The impact on women workers was “particularly stark”. More than 40 per cent of women employees said their mental health had declined while they were working from home, compared with a third of men — “a not inconsiderable proportion”. Women were also more likely to report that their physical health had deteriorated as had their personal relationships.

More intense work and higher stress levels “were not moderated” by specific attributes of the employee’s work, such as whether they enjoyed considerable job autonomy or whether relationships between employees and management were particularly good. One exception, however, was where employees were represented by a trade union recognised by management.

The report concluded that unions can play “an important role in moderating the more harmful effects of homeworking” but that the “challenges of doing so with a dispersed workforce are significant”.

Union membership

A separate set of findings from the study suggested that while union membership density has declined in Ireland over the past two decades, Irish people — particularly young workers and women — are positively disposed towards trade unions.

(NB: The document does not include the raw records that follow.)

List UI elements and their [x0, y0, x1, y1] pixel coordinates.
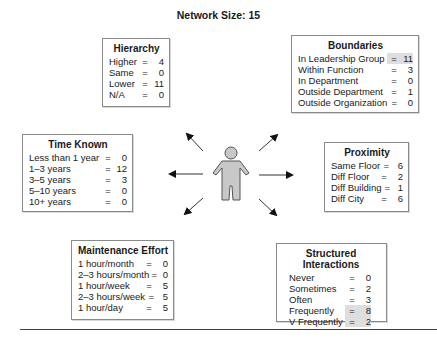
list-item: 5–10 years=0 [29, 185, 127, 196]
structured-interactions-box: Structured Interactions Never=0 Sometime… [276, 243, 387, 322]
time-known-box: Time Known Less than 1 year=0 1–3 years=… [22, 134, 133, 212]
list-item: V Frequently=2 [289, 316, 371, 327]
list-item: Same Floor=6 [331, 160, 403, 171]
arrow-down-right-icon [259, 199, 276, 215]
list-item: Less than 1 year=0 [29, 152, 127, 163]
arrow-up-right-icon [259, 135, 277, 151]
list-item: Outside Organization=0 [298, 97, 413, 108]
divider-line [20, 329, 437, 330]
list-item: Lower=11 [109, 78, 164, 89]
list-item: Same=0 [109, 67, 164, 78]
list-item: 1–3 years=12 [29, 163, 127, 174]
highlight-cell: =8 [345, 305, 371, 316]
list-item: Diff Building=1 [331, 182, 403, 193]
list-item: In Department=0 [298, 75, 413, 86]
highlight-cell: =11 [387, 53, 413, 64]
list-item: 1 hour/week=5 [78, 280, 168, 291]
maintenance-effort-box: Maintenance Effort 1 hour/month=0 2–3 ho… [71, 240, 174, 320]
maintenance-effort-heading: Maintenance Effort [78, 245, 168, 256]
list-item: Diff Floor=2 [331, 171, 403, 182]
structured-interactions-heading: Structured Interactions [281, 248, 381, 270]
arrow-down-left-icon [185, 198, 203, 214]
list-item: 1 hour/month=0 [78, 258, 168, 269]
list-item: 10+ years=0 [29, 196, 127, 207]
person-icon [213, 147, 249, 200]
list-item: Often=3 [289, 294, 371, 305]
list-item: 1 hour/day=5 [78, 302, 168, 313]
list-item: 3–5 years=3 [29, 174, 127, 185]
proximity-box: Proximity Same Floor=6 Diff Floor=2 Diff… [324, 142, 409, 212]
list-item: Sometimes=2 [289, 283, 371, 294]
list-item: In Leadership Group=11 [298, 53, 413, 64]
boundaries-heading: Boundaries [298, 40, 413, 51]
hierarchy-heading: Hierarchy [109, 43, 164, 54]
list-item: 2–3 hours/week=5 [78, 291, 168, 302]
list-item: Never=0 [289, 272, 371, 283]
arrow-up-left-icon [187, 134, 203, 151]
boundaries-box: Boundaries In Leadership Group=11 Within… [291, 35, 419, 113]
proximity-heading: Proximity [331, 147, 403, 158]
list-item: Higher=4 [109, 56, 164, 67]
list-item: 2–3 hours/month=0 [78, 269, 168, 280]
list-item: Diff City=6 [331, 193, 403, 204]
list-item: Frequently=8 [289, 305, 371, 316]
hierarchy-box: Hierarchy Higher=4 Same=0 Lower=11 N/A=0 [102, 38, 170, 107]
time-known-heading: Time Known [29, 139, 127, 150]
list-item: Within Function=3 [298, 64, 413, 75]
highlight-cell: =2 [345, 316, 371, 327]
list-item: N/A=0 [109, 89, 164, 100]
list-item: Outside Department=1 [298, 86, 413, 97]
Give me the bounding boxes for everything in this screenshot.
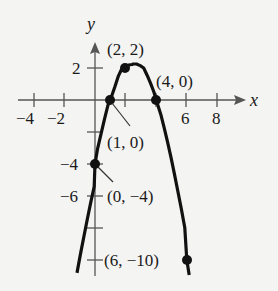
parabola-graph: y x −4 −2 6 8 2 −4 −6 (2, 2) (4, 0) (1, …: [0, 0, 278, 291]
point-label: (1, 0): [107, 133, 144, 152]
point-label: (2, 2): [107, 40, 144, 59]
x-tick-label: 6: [181, 109, 190, 128]
point-1-0: [105, 95, 115, 105]
point-2-2: [120, 63, 130, 73]
point-4-0: [151, 95, 161, 105]
point-label: (4, 0): [156, 72, 193, 91]
y-tick-label: −6: [60, 187, 78, 206]
point-6-m10: [182, 255, 192, 265]
x-tick-label: −4: [16, 109, 35, 128]
marked-points: [90, 63, 192, 265]
y-tick-label: 2: [72, 59, 81, 78]
y-axis-label: y: [85, 14, 95, 34]
point-label: (6, −10): [104, 251, 159, 270]
x-tick-label: 8: [212, 109, 221, 128]
y-tick-label: −4: [60, 155, 79, 174]
axes: [18, 48, 238, 276]
x-tick-label: −2: [47, 109, 65, 128]
point-label: (0, −4): [107, 187, 153, 206]
x-axis-label: x: [249, 90, 258, 110]
parabola-curve: [77, 64, 189, 275]
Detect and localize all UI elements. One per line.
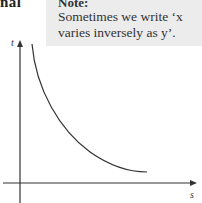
- s-axis-arrow-icon: [190, 180, 197, 186]
- t-axis-arrow-icon: [17, 40, 23, 47]
- inverse-curve: [32, 44, 147, 172]
- inverse-variation-graph: t s: [0, 0, 202, 203]
- s-axis-label: s: [190, 189, 194, 200]
- t-axis-label: t: [11, 37, 14, 48]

Union membership is “increasingly becoming a female phenomenon”, the researchers noted, with the growth in female participation in the labour force being matched by a growing number of women joining trade unions. There are now more women in trade unions in Ireland than men, according to the study. Meanwhile, more than two-thirds of non-union members aged 16-24 would vote to establish a union in their workplace compared with 40 per cent of non-union workers generally.

However, the proportion of the workforce covered by collective bargaining has declined by 19 per cent since 2003, the study found. Some 16 per cent of former union members have let their membership lapse, meanwhile, with the highest levels of union participation observed in the public sector and the lowest levels in the hospitality sector.